I'm very thankful for that.
But in a few minutes, God, I'm going to get out of bed;
And from then on I'm probably going to need a lot more help.
Amen.

            Death is the shadow that hangs over human life.  It is the judgment.  It is God's evaluation of your life and mine.  Though impossible to do so, we are constantly attempting to escape the fact of death.  The late William Randolph Hearst forbade anyone to use the word death in his presence.  What a contrast to Philip II, King of Macedon and father of Alexander the Great, who commissioned a servant to come into his presence daily and solemnly announce, "Remember, Philip, thou must die." -- G. Curtis Jones, 1000 Illustrations for Preaching and Teaching, (Nashville: Broadman Press, 1986) 100

            DIARY OF AN UNBORN CHILD
            OCTOBER 5 - Today my life began.  My parents do not know it yet, I am as small as a seed of an apple, but it is I already. And I am to be a girl. I shall have blond hair and blue eyes.  Just about everything is settled though, even the fact that I shall love flowers.
            OCTOBER 19 - Some say that I am not a real person yet, that only my mother exists. But I am a real person, just as a small crumb of bread is yet truly bread.  My mother is.  And I am.
            OCTOBER 23 - My mouth is just beginning to open now.  Just think, in a year or so I shall be laughing and later talking.  I know what my first word will be: MAMA.
            OCTOBER 25 - My heart began to beat today all by itself.  From now on it shall gently beat for the rest of my life without ever stopping to rest! And after many years it will tire.  It will stop, and then I shall die.
            NOVEMBER 2 - I am growing a bit every day.  My arms and legs are beginning to take shape. But I have to wait a long time yet before those little legs will raise me to my mother's arms, before these little arms will be able to gather flowers and embrace my father.
            NOVEMBER 12 - Tiny fingers are beginning to form on my hands. Funny how small they are!  I'll be able to stroke my mother's hair with them.
            NOVEMBER 20 - It wasn't until today that the doctor told mom that I am living here under her heart.  Oh, how happy she must be!  Are you happy, mom?
            NOVEMBER 25 - My mom and dad are probably thinking about a name for me. But they don't even know that I am a little girl.  I want to be called Kathy.  I am getting so big already.
            DECEMBER 10 - My hair is growing.  It is smooth and bright and shiny.  I wonder what kind of hair mom has.
            DECEMBER 13 - I am just about able to see.  It is dark around me. When mom brings me into the world it will be full of sunshine and flowers. But what I want more than anything is to see my mom.  How do you look, mom?
            DECEMBER 24 - I wonder if mom hears the whispering of my heart? Some children come into the world a little sick.  But my heart is strong and healthy.  It beats so evenly: tup-tup, tup-tup.  You'll have a healthy little daughter, mom!
            DECEMBER 28 - Today my mother killed me.

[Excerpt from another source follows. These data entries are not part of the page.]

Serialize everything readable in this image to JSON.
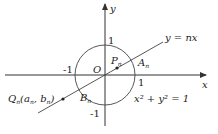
{
  "diagram": {
    "axes": {
      "x_label": "x",
      "y_label": "y",
      "origin_label": "O"
    },
    "ticks": {
      "x_pos": "1",
      "x_neg": "-1",
      "y_pos": "1",
      "y_neg": "-1"
    },
    "circle": {
      "equation": "x² + y² = 1",
      "radius": 1
    },
    "line": {
      "equation": "y = nx"
    },
    "points": {
      "P": {
        "name": "P",
        "sub": "n"
      },
      "A": {
        "name": "A",
        "sub": "n"
      },
      "B": {
        "name": "B",
        "sub": "n"
      },
      "Q": {
        "name": "Q",
        "sub": "n",
        "coords": "(a",
        "coord_a_sub": "n",
        "sep": ", b",
        "coord_b_sub": "n",
        "close": ")"
      }
    },
    "colors": {
      "stroke": "#333333",
      "background": "#ffffff"
    }
  }
}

            During the 1940's a survey was taken of school teachers that asked "What are the 7 leading discipline problems facing teachers today?"  The results were as follows:
            Talking
            Chewing Gum
            Making Noise
            Running In The Halls
            Getting Out Of Place In Line
            Wearing Improper Clothing
            Not Putting Paper In The Waste Basket
            The same questions were asked teachers during the 1980's with these responses:
            Drug Abuse
            Alcohol Abuse
            Pregnancy
            Suicide
            Rape
            Assault/burglary
            Arson
- Omega-Letter, June, 1991

            Do you ever play the game "how far"?  Its rules are really simple - you fill up your gas tank and then drive to see how far you can go before you fill up again.  You watch the gauge nervously as it falls closer and closer to big E.
            What about you spiritual gas tank - do you play "how far" with it, too, trying to see how far you can get on a single fill-up?